Blood Diamond

Blood Diamond

Directed by Edward Zwick
Written by Charles Leavitt
Starring Leonardo DiCaprio, Djimon Hounsou, and Jennifer Connelly

Thirty years ago, Clint Eastwood walked like a god onscreen in The Good, the Bad, and the Ugly. He and two other men—one a tentative ally, the other a despicable enemy—quested for buried treasure amidst a backdrop of the American Civil War. The film was epic, breathtaking and violent in a revolutionary way. It remains a classic to this day. Blood Diamond is an entirely different movie.

The place and time are different; this film is set during the Sierra Leone Civil War in 1999. This civil war is bigger and more real, but somehow less epic. Instead of icons, the characters in this movie are fully realized and all too human. Instead of the godlike Eastwood and the simpering Eli Wallach—characters with the same goal who are only distinguishable by their attitude and their attractiveness—we have Leonardo DiCaprio and Djimon Hounsou portraying two very real characters with completely different wants.

This is the story of Solomon Vandy, a fisher from a village in Sri Lanka. When his town is attacked by forces from the rebel RUF (Revolutionary United Front), he manages to save his family, but he is captured and forced to work in the captured diamond mines. He finds a huge diamond and buries it, but later reveals the existence of the diamond to smuggler Danny Archer. The plot is complex: Archer wants the diamond, and Solomon wants his family back. Tied into the mix is Maddy Bowen, an idealistic journalist with a growing connection to Archer.

Blood Diamond

So is Blood Diamond better than Sergio Leone’s classic epic western? Hardly. But, as I said, these are two very different movies. Each has separate merits. For over a decade now, Edward Zwick has been making good movies. Whether Zwick will, like the spaghetti western director, be remembered as a legendary filmmaker is yet to be seen, but Blood Diamond is easily his best film to date.

The mix is something like Sergio Leone’s classic in that neither of the main characters trust each other, but they are forced into a journey toward a treasure. Here, though, the stakes are higher. Getting the diamond has meaning—it could save both men from the hardships of Africa. And the diamond has meaning. The film is one long commentary on the diamond industry, and how it has ravaged Africa. While the film comments heavily on other issues that plague the continent such as AIDS and child soldiery, the diamond industry is targeted most heavily for the film’s scrutiny.

What makes Blood Diamond great is that, while it takes the time to examine and comment upon these social issues, it doesn’t do so at expense of the story. In fact, the social morals are inferred by the story, which is really about the characters. There are a few moments of blatant emotional manipulation, but overall, the film avoids most Hollywood clichés. It is rare to see such a large-scale movie where the characters, not the action or the social messages, drive the movie. But here we have DiCaprio as Danny Archer, an antihero for the modern age, and Hounsou as Solomon Vandy, a powerful man whose life was turned upside down by the world around him.

Both actors are utterly convincing with their performances. DiCaprio affects a South African accent the whole movie and still manages to convey drama. His character is decidedly self-centered, but DiCaprio affects just the right degree of pathos to keep us from hating his character. We feel no sympathy for Danny Archer, Hounsou proves himself to be one of the most capable, visceral actors working today. Even Jennifer Connelly, whose character earns nowhere near as much drama as the two leads’, fleshes out her character and makes her human.

One of the problems Zwick had in his previous films was that his stars stood out from their characters. It was hard not to see Matthew Broderick as himself in Glory or Tom Cruise as anything but Tom Cruise in The Last Samurai, despite the fact that both grew facial hair to disguise themselves for their roles. Here, DiCaprio grows some scruff as well, but he is also able to hide behind his character’s demeanor and accent enough that we forget about the actor and start to care about the character. Hounsou is still enough of an unknown that he didn’t need to grow a beard, but the sheer physicality of his performance is amazing.

As complex as it is, Blood Diamond is a deceptively human film. Edward Zwick has managed to direct a massively complex film, certainly larger than Sergio Leone’s epic. But while Blood Diamond may win some awards in the next few months, it lacks the timelessness of that western, and occasionally panders for emotion where emotion is needed. Instead of a small epic about godlike figures, we have a large-scale drama about humans caught up in a war created by humans. The former has stood the test of time, and the latter probably will not, but both are great movies worth watching. While Blood Diamond’s closing message may be over simplified for the situation it presents, it is still essentially valid.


What the task requires = Return the listing exactly as it appears, but strip out the images.

━━━━━━━━━━

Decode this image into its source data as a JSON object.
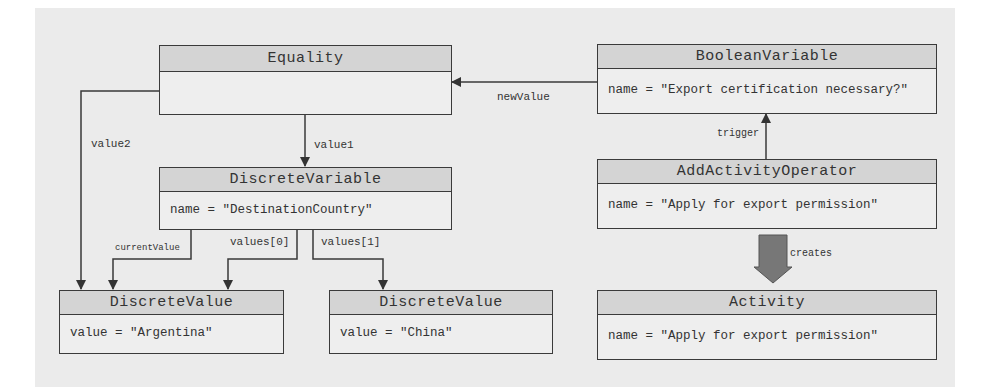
{
  "diagram": {
    "nodes": {
      "equality": {
        "title": "Equality",
        "attribute": ""
      },
      "discrete_variable": {
        "title": "DiscreteVariable",
        "attribute": "name = \"DestinationCountry\""
      },
      "discrete_value_argentina": {
        "title": "DiscreteValue",
        "attribute": "value = \"Argentina\""
      },
      "discrete_value_china": {
        "title": "DiscreteValue",
        "attribute": "value = \"China\""
      },
      "boolean_variable": {
        "title": "BooleanVariable",
        "attribute": "name = \"Export certification necessary?\""
      },
      "add_activity_operator": {
        "title": "AddActivityOperator",
        "attribute": "name = \"Apply for export permission\""
      },
      "activity": {
        "title": "Activity",
        "attribute": "name = \"Apply for export permission\""
      }
    },
    "edges": {
      "value1": "value1",
      "value2": "value2",
      "new_value": "newValue",
      "current_value": "currentValue",
      "values0": "values[0]",
      "values1": "values[1]",
      "trigger": "trigger",
      "creates": "creates"
    },
    "colors": {
      "canvas": "#ebebeb",
      "header": "#d4d4d4",
      "body": "#eeeeee",
      "line": "#3a3a3a",
      "fat_arrow": "#777777"
    }
  }
}
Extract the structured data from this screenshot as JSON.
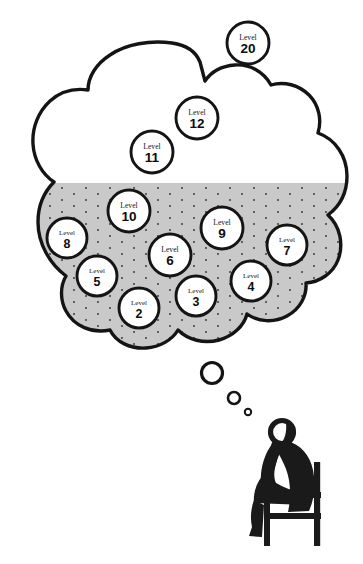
{
  "figure": {
    "type": "illustration",
    "colors": {
      "outline": "#141414",
      "cloud_fill_top": "#ffffff",
      "cloud_fill_bottom": "#c9c9c9",
      "stipple_dot": "#3a3a3a",
      "badge_fill": "#ffffff",
      "badge_stroke": "#141414",
      "figure_fill": "#1a1a1a",
      "page_background": "#ffffff"
    }
  },
  "badges": {
    "label_word": "Level",
    "items": [
      {
        "id": "level-20",
        "word": "Level",
        "number": "20",
        "cx": 248,
        "cy": 43,
        "r": 21,
        "zone": "white"
      },
      {
        "id": "level-12",
        "word": "Level",
        "number": "12",
        "cx": 197,
        "cy": 118,
        "r": 21,
        "zone": "white"
      },
      {
        "id": "level-11",
        "word": "Level",
        "number": "11",
        "cx": 152,
        "cy": 152,
        "r": 21,
        "zone": "white"
      },
      {
        "id": "level-10",
        "word": "Level",
        "number": "10",
        "cx": 129,
        "cy": 211,
        "r": 21,
        "zone": "gray"
      },
      {
        "id": "level-9",
        "word": "Level",
        "number": "9",
        "cx": 222,
        "cy": 228,
        "r": 21,
        "zone": "gray"
      },
      {
        "id": "level-8",
        "word": "Level",
        "number": "8",
        "cx": 67,
        "cy": 238,
        "r": 20,
        "zone": "gray"
      },
      {
        "id": "level-7",
        "word": "Level",
        "number": "7",
        "cx": 287,
        "cy": 245,
        "r": 20,
        "zone": "gray"
      },
      {
        "id": "level-6",
        "word": "Level",
        "number": "6",
        "cx": 170,
        "cy": 255,
        "r": 21,
        "zone": "gray"
      },
      {
        "id": "level-5",
        "word": "Level",
        "number": "5",
        "cx": 97,
        "cy": 276,
        "r": 20,
        "zone": "gray"
      },
      {
        "id": "level-4",
        "word": "Level",
        "number": "4",
        "cx": 251,
        "cy": 281,
        "r": 20,
        "zone": "gray"
      },
      {
        "id": "level-3",
        "word": "Level",
        "number": "3",
        "cx": 196,
        "cy": 296,
        "r": 20,
        "zone": "gray"
      },
      {
        "id": "level-2",
        "word": "Level",
        "number": "2",
        "cx": 139,
        "cy": 308,
        "r": 20,
        "zone": "gray"
      }
    ]
  },
  "thought_trail": {
    "bubbles": [
      {
        "id": "bubble-large",
        "cx": 212,
        "cy": 373,
        "r": 10.5,
        "stroke": 3.2
      },
      {
        "id": "bubble-medium",
        "cx": 234,
        "cy": 398,
        "r": 6.0,
        "stroke": 2.6
      },
      {
        "id": "bubble-small",
        "cx": 248,
        "cy": 412,
        "r": 3.2,
        "stroke": 2.0
      }
    ]
  },
  "thinker": {
    "name": "seated-thinking-figure",
    "parts": [
      "head",
      "arm",
      "torso",
      "leg",
      "foot",
      "chair"
    ]
  }
}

━━━━━━━━━━

Answer for this exercise =
Decode this image into its source data as a JSON object.
{
  "diagram": {
    "nodes": {
      "equality": {
        "title": "Equality",
        "attribute": ""
      },
      "discrete_variable": {
        "title": "DiscreteVariable",
        "attribute": "name = \"DestinationCountry\""
      },
      "discrete_value_argentina": {
        "title": "DiscreteValue",
        "attribute": "value = \"Argentina\""
      },
      "discrete_value_china": {
        "title": "DiscreteValue",
        "attribute": "value = \"China\""
      },
      "boolean_variable": {
        "title": "BooleanVariable",
        "attribute": "name = \"Export certification necessary?\""
      },
      "add_activity_operator": {
        "title": "AddActivityOperator",
        "attribute": "name = \"Apply for export permission\""
      },
      "activity": {
        "title": "Activity",
        "attribute": "name = \"Apply for export permission\""
      }
    },
    "edges": {
      "value1": "value1",
      "value2": "value2",
      "new_value": "newValue",
      "current_value": "currentValue",
      "values0": "values[0]",
      "values1": "values[1]",
      "trigger": "trigger",
      "creates": "creates"
    },
    "colors": {
      "canvas": "#ebebeb",
      "header": "#d4d4d4",
      "body": "#eeeeee",
      "line": "#3a3a3a",
      "fat_arrow": "#777777"
    }
  }
}
Extract the structured data from this screenshot as JSON.
{
  "figure": {
    "type": "illustration",
    "colors": {
      "outline": "#141414",
      "cloud_fill_top": "#ffffff",
      "cloud_fill_bottom": "#c9c9c9",
      "stipple_dot": "#3a3a3a",
      "badge_fill": "#ffffff",
      "badge_stroke": "#141414",
      "figure_fill": "#1a1a1a",
      "page_background": "#ffffff"
    }
  },
  "badges": {
    "label_word": "Level",
    "items": [
      {
        "id": "level-20",
        "word": "Level",
        "number": "20",
        "cx": 248,
        "cy": 43,
        "r": 21,
        "zone": "white"
      },
      {
        "id": "level-12",
        "word": "Level",
        "number": "12",
        "cx": 197,
        "cy": 118,
        "r": 21,
        "zone": "white"
      },
      {
        "id": "level-11",
        "word": "Level",
        "number": "11",
        "cx": 152,
        "cy": 152,
        "r": 21,
        "zone": "white"
      },
      {
        "id": "level-10",
        "word": "Level",
        "number": "10",
        "cx": 129,
        "cy": 211,
        "r": 21,
        "zone": "gray"
      },
      {
        "id": "level-9",
        "word": "Level",
        "number": "9",
        "cx": 222,
        "cy": 228,
        "r": 21,
        "zone": "gray"
      },
      {
        "id": "level-8",
        "word": "Level",
        "number": "8",
        "cx": 67,
        "cy": 238,
        "r": 20,
        "zone": "gray"
      },
      {
        "id": "level-7",
        "word": "Level",
        "number": "7",
        "cx": 287,
        "cy": 245,
        "r": 20,
        "zone": "gray"
      },
      {
        "id": "level-6",
        "word": "Level",
        "number": "6",
        "cx": 170,
        "cy": 255,
        "r": 21,
        "zone": "gray"
      },
      {
        "id": "level-5",
        "word": "Level",
        "number": "5",
        "cx": 97,
        "cy": 276,
        "r": 20,
        "zone": "gray"
      },
      {
        "id": "level-4",
        "word": "Level",
        "number": "4",
        "cx": 251,
        "cy": 281,
        "r": 20,
        "zone": "gray"
      },
      {
        "id": "level-3",
        "word": "Level",
        "number": "3",
        "cx": 196,
        "cy": 296,
        "r": 20,
        "zone": "gray"
      },
      {
        "id": "level-2",
        "word": "Level",
        "number": "2",
        "cx": 139,
        "cy": 308,
        "r": 20,
        "zone": "gray"
      }
    ]
  },
  "thought_trail": {
    "bubbles": [
      {
        "id": "bubble-large",
        "cx": 212,
        "cy": 373,
        "r": 10.5,
        "stroke": 3.2
      },
      {
        "id": "bubble-medium",
        "cx": 234,
        "cy": 398,
        "r": 6.0,
        "stroke": 2.6
      },
      {
        "id": "bubble-small",
        "cx": 248,
        "cy": 412,
        "r": 3.2,
        "stroke": 2.0
      }
    ]
  },
  "thinker": {
    "name": "seated-thinking-figure",
    "parts": [
      "head",
      "arm",
      "torso",
      "leg",
      "foot",
      "chair"
    ]
  }
}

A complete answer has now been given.